— What is expected —
Using the material below, print the line that contains "Identify the location of duration-btn-1h30min: 1", the line that contains "What are the", and every line in between, exactly and nothing else.

— Records to process —
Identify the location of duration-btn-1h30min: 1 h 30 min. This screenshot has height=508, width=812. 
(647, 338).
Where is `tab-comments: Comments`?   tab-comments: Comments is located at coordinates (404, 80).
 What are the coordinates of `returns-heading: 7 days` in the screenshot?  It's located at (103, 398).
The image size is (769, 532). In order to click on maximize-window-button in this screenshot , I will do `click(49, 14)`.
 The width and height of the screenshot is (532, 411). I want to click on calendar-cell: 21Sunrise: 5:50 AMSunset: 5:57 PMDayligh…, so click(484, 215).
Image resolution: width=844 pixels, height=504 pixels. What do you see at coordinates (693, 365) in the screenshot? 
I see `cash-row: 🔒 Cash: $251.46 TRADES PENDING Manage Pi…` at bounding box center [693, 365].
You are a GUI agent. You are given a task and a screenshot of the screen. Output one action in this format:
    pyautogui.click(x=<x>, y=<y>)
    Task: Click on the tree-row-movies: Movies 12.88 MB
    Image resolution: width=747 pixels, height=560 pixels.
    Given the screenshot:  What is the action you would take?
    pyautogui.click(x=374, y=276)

--

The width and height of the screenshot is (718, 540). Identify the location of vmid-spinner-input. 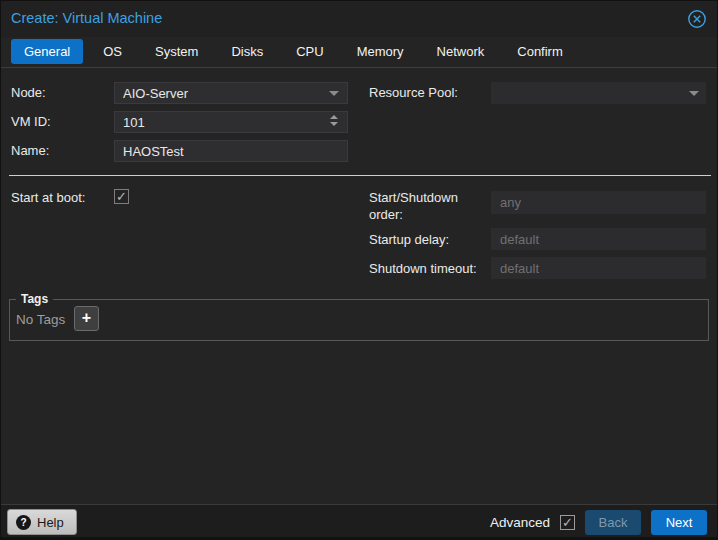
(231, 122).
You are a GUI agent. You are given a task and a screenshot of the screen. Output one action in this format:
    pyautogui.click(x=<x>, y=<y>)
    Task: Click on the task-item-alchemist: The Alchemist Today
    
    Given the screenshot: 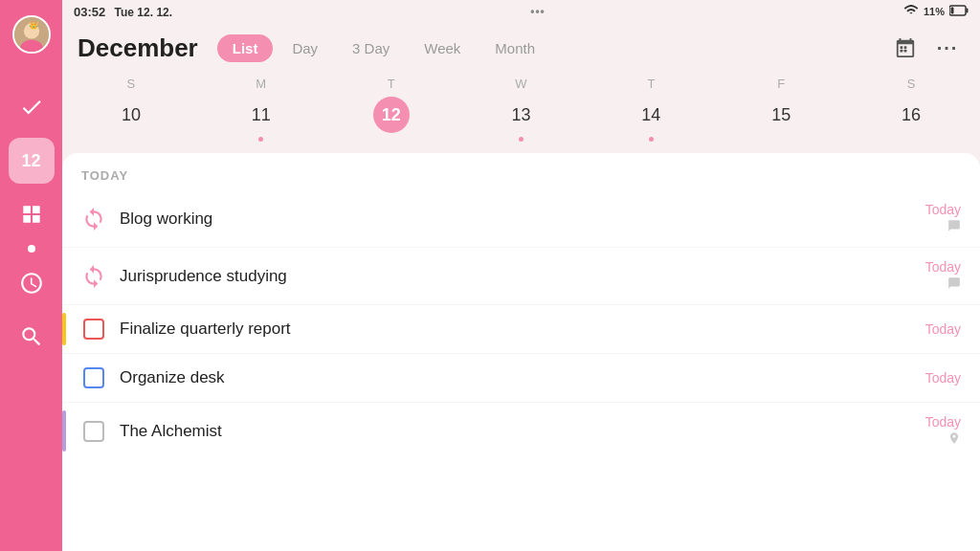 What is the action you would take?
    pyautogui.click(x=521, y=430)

— Written solution —
Identify the location of duration-btn-1h30min: 1 h 30 min. This screenshot has height=508, width=812. 
(647, 338).
Where is `tab-comments: Comments`?   tab-comments: Comments is located at coordinates (404, 80).
 What are the coordinates of `returns-heading: 7 days` in the screenshot?  It's located at (103, 398).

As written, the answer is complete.